We categorize people into races, genders, ideologies. We categorize humanity as being separate from the earth and other flora and fauna because we see primarily our differences. We insist on political boundaries, simple man-made lines in the sand. I could go on and on. Once you start looking, simplification is everywhere.
The first things we see are differences. We are always talking about uniqueness rather than similarities (I myself am guilty of this charge). Sometimes this outlook has its benefits but right now I see the host of problems it can cause.

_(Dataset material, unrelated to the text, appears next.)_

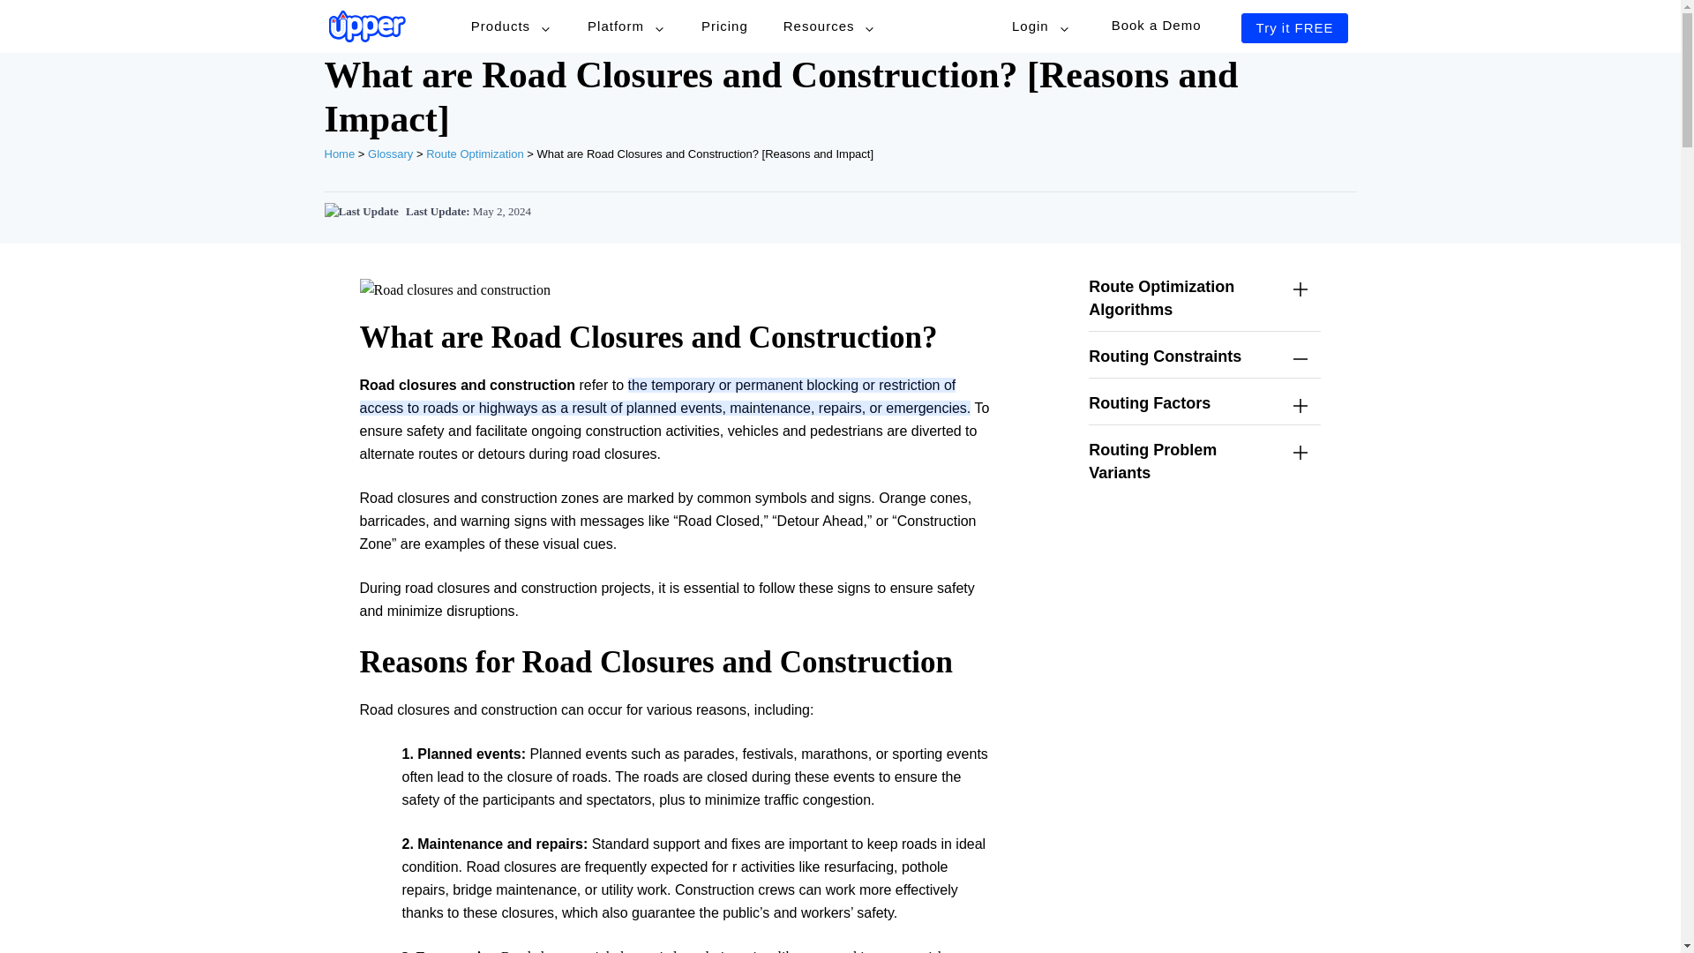 This screenshot has width=1694, height=953. What do you see at coordinates (627, 26) in the screenshot?
I see `Platform` at bounding box center [627, 26].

Probably, maybe, we need to simplify our reality to survive. At least in our perception as our brains create it – as in maybe I don’t need to be aware at all times of everything. Focus is good – it enables us to be productive. I just think that we should try to keep simplification to a minimum. We shouldn’t narrow our vision so much. Hopeful note: I feel, like Julie, that we have the ability to mold our brains and I know that we can shape society.
Qualifying statement.
Sarah: First thought that comes to mind when I ask myself about last week's class: oatmeal. I tapped into my subconscious... My brain felt like oatmeal after all those optical illusions. In fact, I'm pretty sure my brain wasn't sure whether it actually existed enough so that it could drip sadly out my ears like it felt like doing. Our subconscious brains are crazy, scary, wonderful things, and mine was pretty aware of itself after Thursday's class. I even remember feeling a physical sensation about my cranium as if my brain had just run a mile - like a tired muscle. I'm sure there's a lovely psychological explanation for that, because the brain doesn't contain nerve endings. That's another interesting facet of the brain and its consciousness. While the brain is the control and reception center for all of our physical sensations, it cannot feel anything itself.
Summer: Well, last week's discussion actually made me, errr, confused.... I like what the brains do with all those interesting pictures. I feel that we are seeing another world from a flat plane. I don't think that the brains are "cheating" or "lying" to us. The way our brains behave actually give us creativity!... Also, I got really disappointed and somehow desperate in class on Thursday because I really wanted to know what the "truth" really is. Especially with the rock. How I wished the rock could be in the classroom at that time so that I can touch it and see if it's a hollow or a bulge. So, now I'm confused.